Hackers often show great creativity when setting up command and control (C2) infrastructure. One new campaign has been seen using Discord for C2 and an emoji-based protocol “where the attacker sends commands to the malware by sending emojis to the command channel.”
So say security researchers at Volexity, in a blog post published on June 13. They attributed the campaign to a “suspected Pakistan-based threat actor” that is primarily targeting Indian government entities – some of which apparently often use a customised Linux desktop called BOSS.
(Who knew? We didn’t. Shame on us. In India it really is the Year of Linux on the Desktop™. Reading around this we learned that in 2023 India took another hardened Linux distribution to general availability called MayaOS that was set to be adopted by India’s Ministry of Defense and subsequently the country’s Army, their Navy and their Airforce. Know more about levels of adoption and indeed user experience? We'd love to hear from you.)
We digress.
Discord, originally a platform for gamers to communicate, has been seen being used before for C2, as has Telegram, queued print jobs, and the Slack API; the former via the C3 framework used in the Colonial Pipeline attack.
In general Red Teamers and Black Hats have been creative and prolific in creating C2 frameworks – one collection of examples is in a non-Stack owned Google Doc here; hit links at your own risk/in a sandbox. But this campaign is unique, not least in using emojis to control the malware.
As Volexity put it today: “An authentication token and server ID are hardcoded inside [an] ELF [a way to store apps to be executed by a Linux-based computer], which are used to access the Discord server. The malware creates a dedicated channel for itself in the Discord server, meaning each channel in the server represents an individual victim...
C2 communication takes place using an emoji-based protocol where the attacker sends commands to the malware by sending emojis to the command channel, with additional parameters following the emoji where applicable," said Volexity, sharing the below Emoji commands.
Volexity's more technically detailed writeup on the campaign is here.
It notes that in previous versions of what it dubs the "DISGOMOJI" malware "both the authentication token and server ID were hardcoded in the malware binary. In the newer versions of DISGOMOJI, [threat group] UTA0137 has introduced changes to manage these dynamically from the C2 at runtime.
"Once the authentication token and server ID are retrieved, they are stored locally on the system in files named BID1.txt
and GID1.txt
, which are written to the malware directory .x86_64-linux-gnu
. Every time the malware runs, these locally saved values are synced with values retrieved from the server," Washington, D.C.-based cybersecurity firm Volexity said.
The malware maintains persistence on the system using cron; a way of scheduling jobs and can "survive reboots through the addition of a @reboot
entry to the crontab for itself."
Blackberry last month published a detailed writeup on a threat group with smoe apparent overlap. It noted that the group "primarily employs phishing emails as the preferred method of delivery for their payloads, utilizing either malicious ZIP archives or links" and variations of GLOBSHELL, a custom-built file exfiltration Linux utility, but also noted some apparently clumsy operational security errors that exposed it operating from Pakistan.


**The task**
Reproduce the whole listing that follows, character for character, and drop the images.

**Task input**
*** Begin section ***

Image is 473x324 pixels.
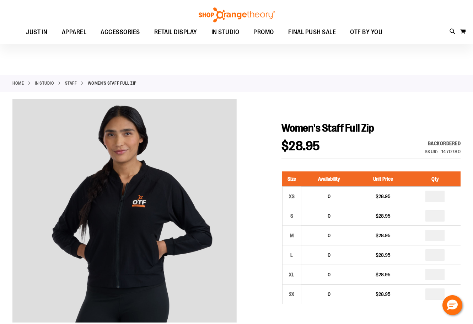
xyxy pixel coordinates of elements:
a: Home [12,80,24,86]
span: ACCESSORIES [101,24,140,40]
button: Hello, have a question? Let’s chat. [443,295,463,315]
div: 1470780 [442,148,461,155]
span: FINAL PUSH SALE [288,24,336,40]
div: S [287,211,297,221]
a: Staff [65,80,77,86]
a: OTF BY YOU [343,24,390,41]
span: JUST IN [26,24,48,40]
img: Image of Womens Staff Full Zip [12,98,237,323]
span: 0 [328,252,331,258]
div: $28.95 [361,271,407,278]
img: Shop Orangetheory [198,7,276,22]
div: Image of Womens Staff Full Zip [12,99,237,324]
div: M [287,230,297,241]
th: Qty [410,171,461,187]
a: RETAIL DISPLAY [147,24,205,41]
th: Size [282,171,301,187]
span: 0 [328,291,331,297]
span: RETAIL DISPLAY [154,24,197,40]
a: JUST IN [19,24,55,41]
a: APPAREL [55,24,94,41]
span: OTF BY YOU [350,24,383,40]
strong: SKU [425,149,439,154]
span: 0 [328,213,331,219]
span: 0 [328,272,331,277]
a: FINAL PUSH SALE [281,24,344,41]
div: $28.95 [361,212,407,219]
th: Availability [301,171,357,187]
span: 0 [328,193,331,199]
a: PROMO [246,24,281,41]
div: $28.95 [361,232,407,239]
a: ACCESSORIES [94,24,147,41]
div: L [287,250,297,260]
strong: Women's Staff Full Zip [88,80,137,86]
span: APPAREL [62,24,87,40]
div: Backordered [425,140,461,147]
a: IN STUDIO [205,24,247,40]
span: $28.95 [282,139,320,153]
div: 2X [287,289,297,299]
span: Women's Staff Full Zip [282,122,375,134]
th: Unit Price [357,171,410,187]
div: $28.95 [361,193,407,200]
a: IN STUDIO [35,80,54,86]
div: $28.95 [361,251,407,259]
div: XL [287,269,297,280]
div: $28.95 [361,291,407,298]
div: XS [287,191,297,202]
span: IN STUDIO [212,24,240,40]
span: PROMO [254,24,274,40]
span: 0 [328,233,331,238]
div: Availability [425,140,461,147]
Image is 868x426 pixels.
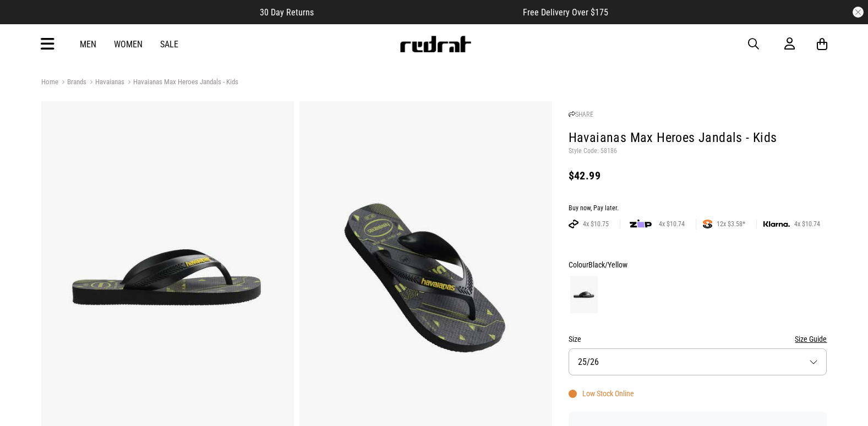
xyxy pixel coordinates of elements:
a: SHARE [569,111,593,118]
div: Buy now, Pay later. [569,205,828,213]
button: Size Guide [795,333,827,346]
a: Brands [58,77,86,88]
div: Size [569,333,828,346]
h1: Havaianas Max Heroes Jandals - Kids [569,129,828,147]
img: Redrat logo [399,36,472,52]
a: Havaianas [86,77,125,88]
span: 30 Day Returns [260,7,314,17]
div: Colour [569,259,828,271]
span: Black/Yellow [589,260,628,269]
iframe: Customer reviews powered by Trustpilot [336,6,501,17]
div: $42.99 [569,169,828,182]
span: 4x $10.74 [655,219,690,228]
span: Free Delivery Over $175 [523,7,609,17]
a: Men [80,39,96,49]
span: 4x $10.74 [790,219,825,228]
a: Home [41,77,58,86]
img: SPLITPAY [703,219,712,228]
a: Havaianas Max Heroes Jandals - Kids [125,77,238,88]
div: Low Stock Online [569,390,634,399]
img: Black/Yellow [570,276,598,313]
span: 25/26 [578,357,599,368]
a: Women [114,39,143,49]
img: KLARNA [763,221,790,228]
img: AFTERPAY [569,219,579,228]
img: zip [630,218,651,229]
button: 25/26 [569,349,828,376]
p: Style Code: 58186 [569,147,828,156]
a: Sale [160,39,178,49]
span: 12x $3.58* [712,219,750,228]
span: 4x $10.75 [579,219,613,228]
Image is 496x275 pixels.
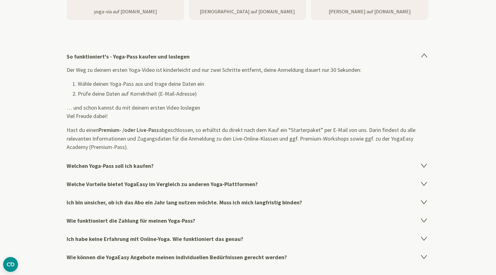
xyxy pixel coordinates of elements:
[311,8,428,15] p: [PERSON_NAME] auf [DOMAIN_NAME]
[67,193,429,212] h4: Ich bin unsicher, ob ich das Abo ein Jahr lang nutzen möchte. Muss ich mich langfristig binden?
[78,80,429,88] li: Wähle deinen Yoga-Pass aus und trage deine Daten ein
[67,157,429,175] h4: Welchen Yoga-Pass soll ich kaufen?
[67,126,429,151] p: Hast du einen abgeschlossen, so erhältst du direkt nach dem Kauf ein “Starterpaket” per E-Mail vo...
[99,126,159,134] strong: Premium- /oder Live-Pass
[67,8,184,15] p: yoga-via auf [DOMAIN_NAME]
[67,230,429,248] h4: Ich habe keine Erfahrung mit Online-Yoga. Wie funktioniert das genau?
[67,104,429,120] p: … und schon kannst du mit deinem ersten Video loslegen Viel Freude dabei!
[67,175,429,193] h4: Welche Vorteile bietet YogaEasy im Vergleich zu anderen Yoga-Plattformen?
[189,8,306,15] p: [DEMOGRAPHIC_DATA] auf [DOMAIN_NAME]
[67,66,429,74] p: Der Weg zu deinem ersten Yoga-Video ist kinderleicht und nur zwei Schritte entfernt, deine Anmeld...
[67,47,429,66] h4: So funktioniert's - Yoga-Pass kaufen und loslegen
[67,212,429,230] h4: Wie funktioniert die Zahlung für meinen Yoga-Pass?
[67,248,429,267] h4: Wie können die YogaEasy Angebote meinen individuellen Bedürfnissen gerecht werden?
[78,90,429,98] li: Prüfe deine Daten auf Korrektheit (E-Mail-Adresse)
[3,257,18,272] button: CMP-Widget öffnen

*** End section ***

**Task solution**
Image is 473x324 pixels.
xyxy pixel coordinates of elements:
a: Home [12,80,24,86]
span: ACCESSORIES [101,24,140,40]
button: Hello, have a question? Let’s chat. [443,295,463,315]
div: 1470780 [442,148,461,155]
span: FINAL PUSH SALE [288,24,336,40]
div: S [287,211,297,221]
a: Staff [65,80,77,86]
a: OTF BY YOU [343,24,390,41]
span: JUST IN [26,24,48,40]
img: Image of Womens Staff Full Zip [12,98,237,323]
span: 0 [328,252,331,258]
div: $28.95 [361,271,407,278]
img: Shop Orangetheory [198,7,276,22]
div: Image of Womens Staff Full Zip [12,99,237,324]
div: M [287,230,297,241]
th: Qty [410,171,461,187]
a: RETAIL DISPLAY [147,24,205,41]
th: Size [282,171,301,187]
span: 0 [328,291,331,297]
span: RETAIL DISPLAY [154,24,197,40]
a: JUST IN [19,24,55,41]
a: APPAREL [55,24,94,41]
span: OTF BY YOU [350,24,383,40]
strong: SKU [425,149,439,154]
span: 0 [328,213,331,219]
span: 0 [328,272,331,277]
a: FINAL PUSH SALE [281,24,344,41]
div: $28.95 [361,212,407,219]
th: Availability [301,171,357,187]
span: 0 [328,193,331,199]
a: PROMO [246,24,281,41]
div: $28.95 [361,232,407,239]
a: ACCESSORIES [94,24,147,41]
div: L [287,250,297,260]
strong: Women's Staff Full Zip [88,80,137,86]
span: APPAREL [62,24,87,40]
div: Backordered [425,140,461,147]
a: IN STUDIO [205,24,247,40]
span: $28.95 [282,139,320,153]
div: 2X [287,289,297,299]
span: Women's Staff Full Zip [282,122,375,134]
th: Unit Price [357,171,410,187]
div: $28.95 [361,193,407,200]
a: IN STUDIO [35,80,54,86]
div: $28.95 [361,251,407,259]
div: XL [287,269,297,280]
div: $28.95 [361,291,407,298]
div: XS [287,191,297,202]
span: IN STUDIO [212,24,240,40]
span: PROMO [254,24,274,40]
span: 0 [328,233,331,238]
div: Availability [425,140,461,147]
Image is 868x426 pixels.
xyxy pixel coordinates of elements:
a: SHARE [569,111,593,118]
div: Buy now, Pay later. [569,205,828,213]
button: Size Guide [795,333,827,346]
a: Brands [58,77,86,88]
div: Size [569,333,828,346]
h1: Havaianas Max Heroes Jandals - Kids [569,129,828,147]
img: Redrat logo [399,36,472,52]
a: Havaianas [86,77,125,88]
span: 30 Day Returns [260,7,314,17]
div: Colour [569,259,828,271]
span: Black/Yellow [589,260,628,269]
iframe: Customer reviews powered by Trustpilot [336,6,501,17]
div: $42.99 [569,169,828,182]
span: 4x $10.74 [655,219,690,228]
span: Free Delivery Over $175 [523,7,609,17]
a: Men [80,39,96,49]
span: 4x $10.74 [790,219,825,228]
a: Home [41,77,58,86]
img: SPLITPAY [703,219,712,228]
a: Havaianas Max Heroes Jandals - Kids [125,77,238,88]
div: Low Stock Online [569,390,634,399]
img: Black/Yellow [570,276,598,313]
span: 25/26 [578,357,599,368]
a: Women [114,39,143,49]
img: KLARNA [763,221,790,228]
img: AFTERPAY [569,219,579,228]
img: zip [630,218,651,229]
button: 25/26 [569,349,828,376]
p: Style Code: 58186 [569,147,828,156]
a: Sale [160,39,178,49]
span: 12x $3.58* [712,219,750,228]
span: 4x $10.75 [579,219,613,228]
Image is 496x275 pixels.
xyxy pixel coordinates of elements:
[311,8,428,15] p: [PERSON_NAME] auf [DOMAIN_NAME]
[67,193,429,212] h4: Ich bin unsicher, ob ich das Abo ein Jahr lang nutzen möchte. Muss ich mich langfristig binden?
[78,80,429,88] li: Wähle deinen Yoga-Pass aus und trage deine Daten ein
[67,157,429,175] h4: Welchen Yoga-Pass soll ich kaufen?
[67,126,429,151] p: Hast du einen abgeschlossen, so erhältst du direkt nach dem Kauf ein “Starterpaket” per E-Mail vo...
[99,126,159,134] strong: Premium- /oder Live-Pass
[67,8,184,15] p: yoga-via auf [DOMAIN_NAME]
[67,230,429,248] h4: Ich habe keine Erfahrung mit Online-Yoga. Wie funktioniert das genau?
[67,104,429,120] p: … und schon kannst du mit deinem ersten Video loslegen Viel Freude dabei!
[67,175,429,193] h4: Welche Vorteile bietet YogaEasy im Vergleich zu anderen Yoga-Plattformen?
[189,8,306,15] p: [DEMOGRAPHIC_DATA] auf [DOMAIN_NAME]
[67,66,429,74] p: Der Weg zu deinem ersten Yoga-Video ist kinderleicht und nur zwei Schritte entfernt, deine Anmeld...
[67,47,429,66] h4: So funktioniert's - Yoga-Pass kaufen und loslegen
[67,212,429,230] h4: Wie funktioniert die Zahlung für meinen Yoga-Pass?
[67,248,429,267] h4: Wie können die YogaEasy Angebote meinen individuellen Bedürfnissen gerecht werden?
[78,90,429,98] li: Prüfe deine Daten auf Korrektheit (E-Mail-Adresse)
[3,257,18,272] button: CMP-Widget öffnen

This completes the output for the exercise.